Missed Opportunity or Futile Gesture?
David Axe, writing in the World Politics Review, examines the sobering problems facing the US military as it tries to retool for a world in which soft power is paramount:
The United States has a major perception problem in the two world regions where the Pentagon has decided to focus greater effort. Latin America and Africa represent new frontiers for a military that in recent decades has mostly concerned itself with Western Europe, the Middle East and the Pacific. In addition to Fourth Fleet's recent launch, in October the Pentagon formally stood up Africa Command, a new headquarters overseeing all of Africa, save Egypt. The so-called AFRICOM has proved deeply unpopular among everyday Africans -- so much so that only one country, Liberia, offered to host the command's facilities. Rather than risk further alienating Africans, AFRICOM instead chose to keep its facilities in Germany.Similarly, in the Southern Hemisphere, Fourth Fleet has been a magnet for criticism. Upon hearing of the Pentagon's intention to stand up the new headquarters, Venezuelan President Hugo Chávez accused the U.S. of deliberately provoking a new "Cold War" in Latin America. Chávez followed up his accusation by inviting the Russian navy to conduct exercises off the Venezuelan coast. Ecuadorian president Rafael Correa supported the invitation. "The U.S. Fourth Fleet can come to Latin America but a Russian fleet can't?" Correa said.
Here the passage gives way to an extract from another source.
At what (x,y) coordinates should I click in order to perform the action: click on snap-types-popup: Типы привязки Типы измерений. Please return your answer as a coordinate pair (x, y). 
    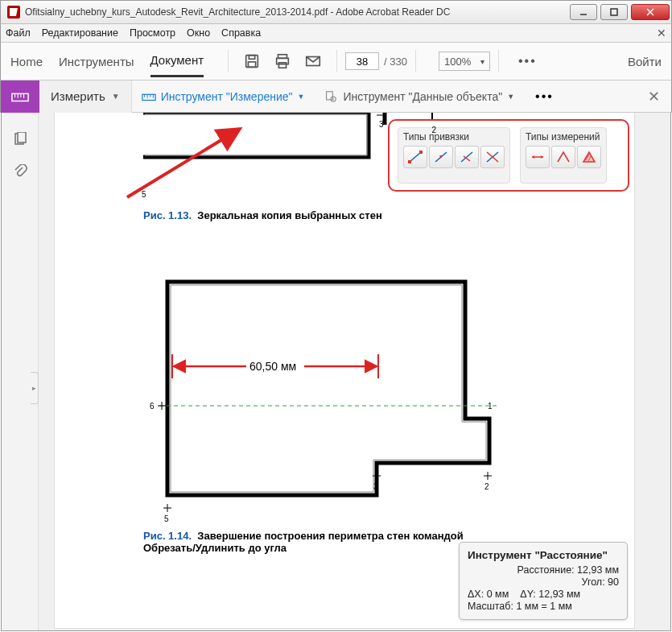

Seeing as the entire purpose of setting up the Fourth Fleet and Africom seems to be to present a more benign, constructive face for the United States, the hostility and suspicion is disappointing. But it's also understandable: throughout history, humanitarianism has long been a smoke screen for more nakedly imperialistic endeavors.
Given that fact, how does the US convince the objects of its wooing that it does indeed come to help? Better PR is probably not enough - it's the nature of the situation more than the publicity that is driving the suspicion, after all. There might be a role for more civilian involvement in running the programs and putting a different face on the military's actions, even on a day-to-day role. Or maybe the military needs to operate more in the background, helping and working with regional governments rather than directly with the populations. Or maybe the whole idea of soft power through humanitarian military work just won't work. Finding the answer, though, will have a big impact on the entirely of US relations with a whole continent.